- All's Well That Ends Well
- Antony and Cleopatra
- As You Like It
- The Comedy of Errors
- Coriolanus
- Cymbeline
- Hamlet
- Henry IV, Part 1
- Henry IV, Part 2
- Henry V
- Henry VI, Part 1
- Henry VI, Part 2
- Henry VI, Part 3
- Henry VIII
- Julius Caesar
- King John
- King Lear
- Love's Labor's Lost
- A Lover's Complaint
- Macbeth
- Measure for Measure
- The Merchant of Venice
- The Merry Wives of Windsor
- A Midsummer Night's Dream
- Much Ado About Nothing
- Othello
- Pericles
- The Rape of Lucrece
- Richard II
- Richard III
- Romeo and Juliet
- Shakespeare's Sonnets
- The Taming of the Shrew
- The Tempest
- Timon of Athens
- Titus Andronicus
- Troilus and Cressida
- Twelfth Night
- The Two Gentlemen of Verona
- Venus and Adonis
- The Winter's Tale
The bushwoman goes to get more firewood only to discover the that woodpile she’d earlier paid an Aboriginal man to build is hollow, a revelation that causes her to burst into tears. The juxtaposition of the royalty of the Aboriginal man who tricks the bushwoman with the fact that he cheated her suggests that even Aboriginal royalty, the class of people traditionally expected to be the most noble in a given society, are tricksters. This emphasizes just how nefarious Lawson expects Aboriginal people to be, and thereby points to the tradition of racist colonial thought in which Lawson is writing.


— DIRECTIONS —
Search the records for the string "analgesics" and return each line that has it.

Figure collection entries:
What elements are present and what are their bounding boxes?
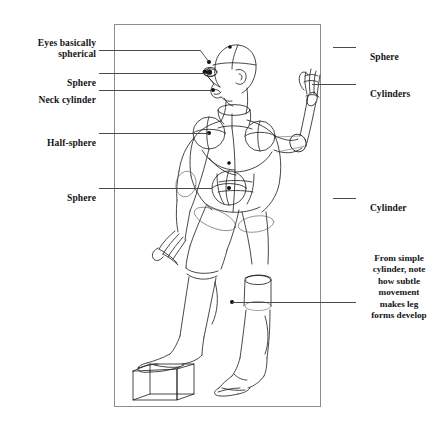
label-sphere-pelvis-text: Sphere	[67, 193, 96, 203]
label-sphere-skull-text: Sphere	[370, 52, 399, 62]
note-leg-forms: From simple cylinder, note how subtle mo…	[356, 253, 442, 321]
label-cylinders-arm: Cylinders	[360, 77, 410, 112]
note-leg-forms-text: From simple cylinder, note how subtle mo…	[371, 253, 426, 320]
label-neck-cylinder-text: Neck cylinder	[39, 95, 97, 105]
leader-line-half-sphere	[99, 133, 209, 134]
label-half-sphere-text: Half-sphere	[47, 138, 96, 148]
label-sphere-skull: Sphere	[360, 40, 399, 75]
leader-line-note	[232, 302, 356, 303]
leader-line-eyes	[99, 50, 200, 51]
label-eyes-spherical-text: Eyes basically spherical	[38, 38, 96, 60]
leader-line-neck	[99, 90, 212, 91]
label-cylinder-leg: Cylinder	[360, 191, 407, 226]
label-cylinder-leg-text: Cylinder	[370, 203, 407, 213]
label-neck-cylinder: Neck cylinder	[10, 83, 96, 118]
label-half-sphere: Half-sphere	[16, 126, 96, 161]
leader-line-cylinder-leg	[333, 198, 356, 199]
leader-line-cylinders-arm	[312, 84, 356, 85]
label-cylinders-arm-text: Cylinders	[370, 89, 411, 99]
figure-drawing	[114, 24, 321, 407]
leader-line-sphere-head	[99, 73, 206, 74]
label-sphere-pelvis: Sphere	[16, 181, 96, 216]
leader-line-sphere-pelvis	[99, 188, 212, 189]
diagram-canvas: Eyes basically spherical Sphere Neck cyl…	[0, 0, 448, 424]
leader-line-sphere-skull	[333, 47, 356, 48]
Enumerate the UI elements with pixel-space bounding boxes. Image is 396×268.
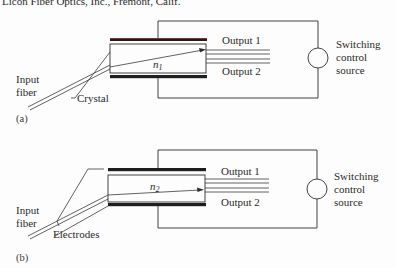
panel-b: Output 1 Output 2 n2 Input fiber Electro… — [16, 150, 379, 264]
header-text-fragment: Licon Fiber Optics, Inc., Fremont, Calif… — [2, 0, 181, 7]
source-label-b-line3: source — [334, 196, 363, 208]
refractive-index-b: n2 — [150, 180, 160, 194]
bottom-electrode-a — [110, 75, 207, 78]
input-label-a-line2: fiber — [16, 86, 37, 98]
switching-source-icon-b — [307, 179, 327, 199]
source-label-a-line1: Switching — [336, 38, 381, 50]
output1-label-a: Output 1 — [222, 34, 261, 46]
electrodes-label: Electrodes — [53, 228, 99, 240]
source-label-b-line2: control — [334, 183, 365, 195]
arrowhead-icon-b — [197, 188, 204, 193]
source-label-a-line2: control — [336, 51, 367, 63]
refractive-index-a: n1 — [153, 58, 163, 72]
arrowhead-icon-a — [199, 48, 206, 53]
bottom-electrode-b — [108, 203, 206, 206]
output1-label-b: Output 1 — [221, 165, 260, 177]
input-label-b-line2: fiber — [16, 217, 37, 229]
source-label-a-line3: source — [336, 64, 365, 76]
source-label-b-line1: Switching — [334, 170, 379, 182]
output2-label-a: Output 2 — [222, 65, 261, 77]
output2-label-b: Output 2 — [221, 196, 260, 208]
input-label-b-line1: Input — [16, 204, 39, 216]
crystal-label: Crystal — [77, 92, 109, 104]
top-electrode-b — [108, 168, 206, 171]
input-label-a-line1: Input — [16, 73, 39, 85]
switching-source-icon-a — [308, 48, 328, 68]
caption-a: (a) — [16, 113, 28, 125]
panel-a: Output 1 Output 2 n1 Input fiber Crystal… — [16, 21, 381, 125]
fiber-optic-switch-figure: Licon Fiber Optics, Inc., Fremont, Calif… — [0, 0, 396, 268]
caption-b: (b) — [16, 252, 29, 264]
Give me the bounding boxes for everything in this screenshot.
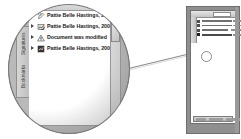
- row-marker-icon: [197, 20, 200, 23]
- row-text-bar: [202, 29, 228, 31]
- status-bar: [193, 116, 233, 122]
- scroll-up-arrow-button[interactable]: [111, 10, 120, 19]
- column-header-label: Signatures: [80, 4, 109, 5]
- scroll-down-arrow-icon: [114, 120, 118, 123]
- row-text-bar: [202, 25, 232, 27]
- magnifier-lens: Signatures Bookmarks Signatures: [8, 4, 130, 134]
- list-item[interactable]: [197, 33, 232, 38]
- status-segment: [209, 118, 223, 121]
- scroll-down-arrow-button[interactable]: [111, 116, 120, 125]
- status-segment: [196, 118, 206, 121]
- figure-canvas: Signatures Bookmarks Signatures: [0, 0, 241, 139]
- scroll-up-arrow-icon: [114, 14, 118, 17]
- document-window-thumbnail[interactable]: [186, 6, 240, 134]
- row-marker-icon: [197, 29, 200, 32]
- window-client-area: [190, 10, 236, 124]
- row-marker-icon: [197, 24, 200, 27]
- row-marker-icon: [197, 33, 200, 36]
- row-text-bar: [202, 34, 232, 36]
- callout-hotspot: [201, 51, 212, 62]
- toolbar-field[interactable]: [213, 12, 231, 17]
- toolbar[interactable]: [191, 11, 235, 18]
- lens-ring: [8, 4, 130, 134]
- row-text-bar: [202, 20, 232, 22]
- window-right-edge: [235, 7, 239, 133]
- thumbnail-signature-list: [197, 19, 232, 37]
- page-view: [191, 45, 235, 123]
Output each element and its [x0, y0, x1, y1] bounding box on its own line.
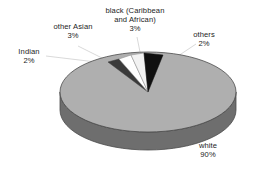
slice-label-white-value: 90%: [186, 150, 230, 159]
pie-chart-figure: other Asian 3% black (Caribbean and Afri…: [0, 0, 262, 173]
slice-label-black-value: 3%: [98, 24, 172, 33]
slice-label-indian-value: 2%: [6, 56, 52, 65]
slice-label-other-asian-text: other Asian: [42, 22, 104, 31]
slice-label-white-text: white: [186, 141, 230, 150]
slice-label-others-value: 2%: [182, 39, 226, 48]
slice-label-other-asian: other Asian 3%: [42, 22, 104, 40]
slice-label-black: black (Caribbean and African) 3%: [98, 6, 172, 34]
slice-label-others-text: others: [182, 30, 226, 39]
slice-label-black-text-line2: and African): [98, 15, 172, 24]
slice-label-white: white 90%: [186, 141, 230, 159]
slice-label-indian-text: Indian: [6, 47, 52, 56]
slice-label-black-text-line1: black (Caribbean: [98, 6, 172, 15]
slice-label-others: others 2%: [182, 30, 226, 48]
slice-label-indian: Indian 2%: [6, 47, 52, 65]
slice-label-other-asian-value: 3%: [42, 31, 104, 40]
pie-top-surface: [60, 52, 236, 132]
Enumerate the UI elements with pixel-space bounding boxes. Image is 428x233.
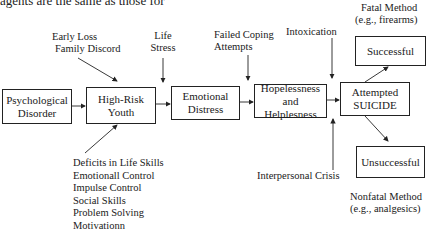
label-line: Stress bbox=[148, 42, 178, 54]
deficit-item: Motivationn bbox=[73, 220, 164, 233]
label-line: (e.g., analgesics) bbox=[350, 203, 422, 215]
label-line: Family Discord bbox=[52, 43, 121, 55]
psychological-disorder-box: PsychologicalDisorder bbox=[2, 89, 72, 124]
label-line: Fatal Method bbox=[355, 2, 417, 14]
box-text: Emotional bbox=[183, 90, 229, 103]
box-text: and Helplesness bbox=[255, 95, 326, 121]
nonfatal-method-label: Nonfatal Method (e.g., analgesics) bbox=[350, 191, 422, 215]
attempted-suicide-box: AttemptedSUICIDE bbox=[340, 82, 410, 116]
fatal-method-label: Fatal Method (e.g., firearms) bbox=[355, 2, 417, 26]
emotional-distress-box: EmotionalDistress bbox=[171, 86, 240, 120]
early-loss-label: Early Loss Family Discord bbox=[52, 31, 121, 55]
life-skills-deficits-list: Deficits in Life Skills Emotionall Contr… bbox=[73, 157, 164, 232]
deficit-item: Problem Solving bbox=[73, 207, 164, 220]
successful-box: Successful bbox=[355, 36, 426, 66]
box-text: Distress bbox=[183, 103, 229, 116]
life-stress-label: Life Stress bbox=[148, 30, 178, 54]
box-text: Youth bbox=[98, 106, 144, 119]
unsuccessful-box: Unsuccessful bbox=[356, 146, 425, 178]
intoxication-label: Intoxication bbox=[286, 26, 337, 38]
box-text: Disorder bbox=[6, 107, 68, 120]
label-line: Attempts bbox=[214, 41, 274, 53]
hopelessness-box: Hopelessnessand Helplesness bbox=[254, 84, 327, 118]
deficit-item: Deficits in Life Skills bbox=[73, 157, 164, 170]
label-line: Early Loss bbox=[52, 31, 121, 43]
deficit-item: Impulse Control bbox=[73, 182, 164, 195]
label-line: (e.g., firearms) bbox=[355, 14, 417, 26]
box-text: High-Risk bbox=[98, 93, 144, 106]
deficit-item: Emotionall Control bbox=[73, 170, 164, 183]
label-line: Life bbox=[148, 30, 178, 42]
label-line: Nonfatal Method bbox=[350, 191, 422, 203]
box-text: Attempted bbox=[352, 86, 398, 99]
failed-coping-label: Failed Coping Attempts bbox=[214, 29, 274, 53]
box-text: SUICIDE bbox=[352, 99, 398, 112]
high-risk-youth-box: High-RiskYouth bbox=[86, 87, 156, 124]
interpersonal-crisis-label: Interpersonal Crisis bbox=[257, 170, 340, 182]
box-text: Unsuccessful bbox=[361, 156, 420, 169]
label-line: Failed Coping bbox=[214, 29, 274, 41]
box-text: Successful bbox=[367, 45, 414, 58]
box-text: Psychological bbox=[6, 94, 68, 107]
box-text: Hopelessness bbox=[255, 82, 326, 95]
deficit-item: Social Skills bbox=[73, 195, 164, 208]
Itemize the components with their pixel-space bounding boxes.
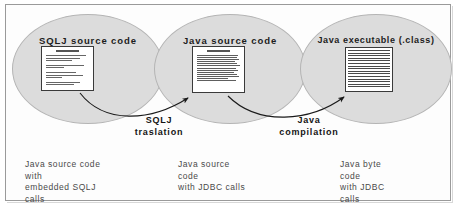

— SOLUTION FOR THIS TASK —
label-line: (e.g., analgesics) bbox=[350, 203, 422, 215]
nonfatal-method-label: Nonfatal Method (e.g., analgesics) bbox=[350, 191, 422, 215]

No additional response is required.